When you think of the specific historical circumstances that led to Russia transitioning to communism, it was largely serious deprivation for the overwhelming majority of the population, a small oligarchy controlling policy, war abroad, and little respect for the rule of law you can see how when the Bolsheviks took over they were just continuing the politics that had been dominant in Russia rather than bringing in something especially new. Communism had its popular appeal because of its utopian promises, but Lenin and his cronies basically reproduced the same set of social relations that already existed in Russia just under a new brand of Soviet socialism. Other socialists (referred to as Mensheviks) decried what Lenin was doing as undemocratic and likely to make things worse, but they were promptly marginalized from the political process and under Stalin imprisoned or executed.

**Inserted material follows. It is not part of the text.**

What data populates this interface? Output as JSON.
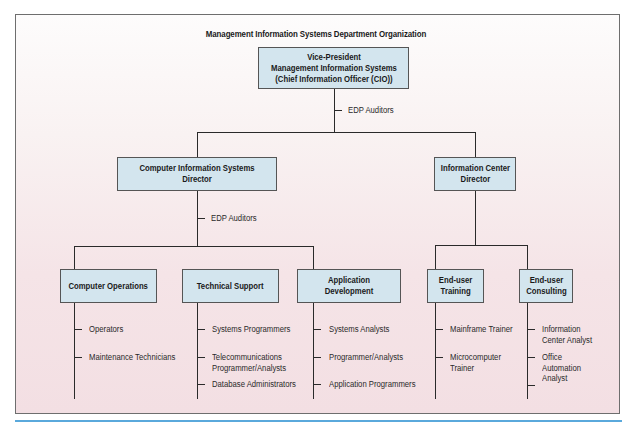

Where I will agree that there is a similarity is that the US is facing an inflection point where some of its internal contradictions have become too much to bear and some major structural changes will likely be necessary to appease its population. The post 9/11 and Iraq changes to the geopolitical order more or less ended the idea of the US having carte blanche for its neo-imperial projects. So since 2008, domestic tinkering has largely been the policy agenda. This inward turn, which Obama, Trump and now Biden have prioritized means there is a sense in which many things are up for grabs, but the horizon of revolution is very far in the distance, unlike in Russia. No factions are sufficiently organized among the lower or middle classes. Among the elites, competition has them at cross purposes as often as they act in unison. Until one or both of those things change, it's likely we'll see continued incremental movement in this direction or that as the contradictions continue to build in our society.